Friday, November 10, 2006

Reading, Reminiscing, and Running to Doctors

Suffering my second serious cold this fall and running to numerous medical/dental appointments for family members and myself this past two months, I welcome distractions.

Gerald has kept us distracted with his photography hobby as he is digging into photo albums and making copies of old photos and sharing them with brothers and cousins. We cannot keep from doing considerable reminiscing as he finds yet another special person and special moment of the past.

Reading has always been one of the most pleasant distractions I can find, and I have done more than I should reading from the many books I’ve not been able to resist acquiring at the autumn book fairs that I have been a part of. I would always rather read the book of someone I know than that of a stranger although I enjoy strangers’ books also. I like thinking about the author and his/her view on the book’s topic.

At Sturgis, Kentucky, I saw the beautiful cover of Cumberland and knew I was probably going to buy it. The title instantly brought remembrances of our dear friend Chester Young and his admonition to us while visiting him and Tossie on our wedding trip that everyone ought to see the Cumberland Falls.

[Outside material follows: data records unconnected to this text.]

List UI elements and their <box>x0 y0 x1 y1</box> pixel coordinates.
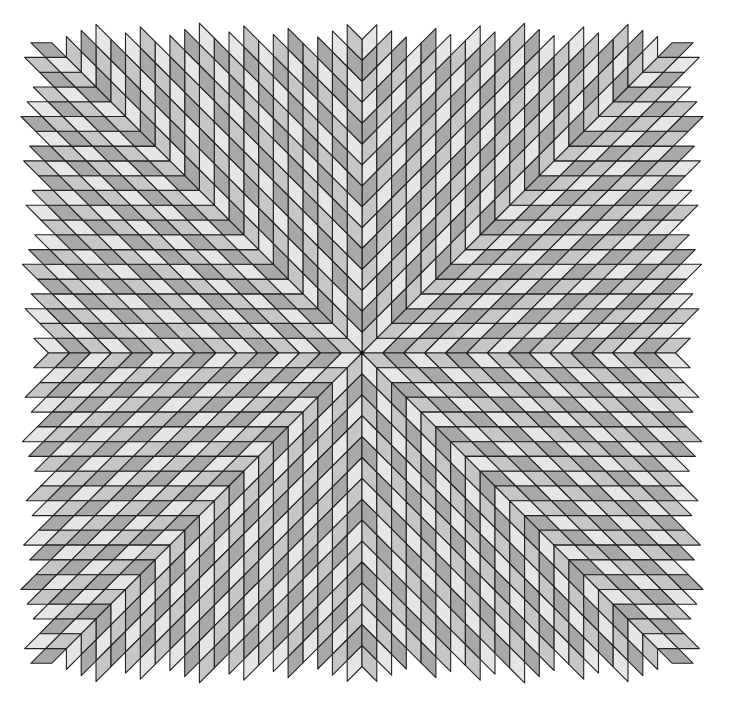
rhombus-star-tiling <box>0 0 731 719</box>
rhombus-tile <box>31 43 67 58</box>
center-vertex <box>360 351 364 355</box>
rhombus-tile <box>31 649 67 664</box>
rhombus-tile <box>658 43 694 58</box>
rhombus-tile <box>658 649 694 664</box>
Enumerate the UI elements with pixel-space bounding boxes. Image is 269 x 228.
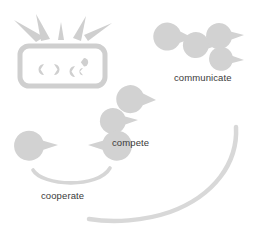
cooperate-smile-arc	[33, 168, 110, 183]
label-cooperate: cooperate	[41, 190, 84, 201]
screen-agent-icon	[70, 66, 76, 77]
diagram-canvas: communicate compete cooperate	[0, 0, 269, 228]
screen-agent-icon	[54, 64, 60, 75]
ray-icon	[58, 22, 64, 40]
ray-icon	[73, 16, 86, 41]
agent-icon	[14, 131, 58, 161]
screen-frame	[20, 46, 105, 86]
broadcast-screen-group	[14, 14, 112, 86]
label-compete: compete	[112, 137, 149, 148]
screen-agent-icon	[79, 68, 83, 75]
agent-icon	[206, 23, 244, 49]
screen-agent-icon	[39, 64, 45, 75]
communicate-agent-group	[153, 23, 244, 71]
ray-icon	[84, 23, 112, 41]
label-communicate: communicate	[174, 72, 232, 83]
agent-icon	[209, 47, 244, 71]
compete-agent-group	[100, 85, 156, 134]
screen-agent-icon	[81, 58, 88, 66]
agent-icon	[116, 85, 156, 113]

And so, of course, we did. They were home on furlough from a mission church in Hawaii and we visited them in Tossie’s eastern Kentucky home in Jellico in 1956.

Tossie’s dad and mother had run a grocery store in town, and they still had dinnerware that had been given away to shoppers. We were given a complete set of the white dinnerware with a lovely pink tulip in the middle. There was a touch of brown. I cherished the dishes, which are all used up now. I placed them on a brown tablecloth with the large pink napkins I had bought in downtown Chicago during our engagement. This made a lovely table including the times I gathered pink smart weed from our rural roadside for the floral arrangement in the center.

Later the Youngs returned permanently to the states, and he taught history for many years at Williamsburg. An author and a minister, he was able to finish his third book with Tossie’s help before his illness stopped his writing career and eventually his life.

The setting for this novel was also the area of Kentucky where our granddaughter Leslie and her youth group has participated in teaching Vacation Bible Schools. Leslie has been enthralled with Eastern Kentucky because of those experiences.

I do not read much fiction, and I like it best when I am really reading more for the nonfiction elements than the story. I realized as I read Charles L. Roe’s historical novel this week that I probably had never read a fictional nor a nonfiction book about World War I. My knowledge of that war, which my Uncle Henry Rockenmeyer served in, was probably limited to a chapter assigned long ago perhaps in a history class. (And if I did not do my homework that day, I may not have even read a chapter on the war.) Roe had impressive ability to keep me interested and wanting to know what happened next whether I was in the Kentucky mountains or the war fields of Europe.

I was interested in his heroine Lily and her Melungeon ancestry. I had never heard of Melungeons until a very few years ago when a friend and her sister doing family history told me about them. They were giggling over a staid uncle they thought might be amazed by their discovery. Since my friend is one of the fairest blondes I have ever known, I found it hard to think this was her ancestry, but she was proudly claiming it was, and I could not doubt her. Roe‘s take on this special mysterious medley of humanity in the Appalachians was that the earliest were descendants of the Portuguese and Spanish who came to our coasts in the early 1500s and likely intermarried with the Cherokee. Lily’s mother was Rose-of-Sharon, whose mother named her after finding that reference in Song of Solomon to the comely black beauty. Continuing that tradition, Rose-of-Sharon named her daughter the second lovely descriptive title “Lily of the Valley” but shortened it to Lily to please the family.

The brief mention of Old Christmas in the novel again reminded me of Chester Young, who first taught me about Old Christmas and, thus, caused me to greater enjoy Jesse Stuart’s writing on Old Christmas.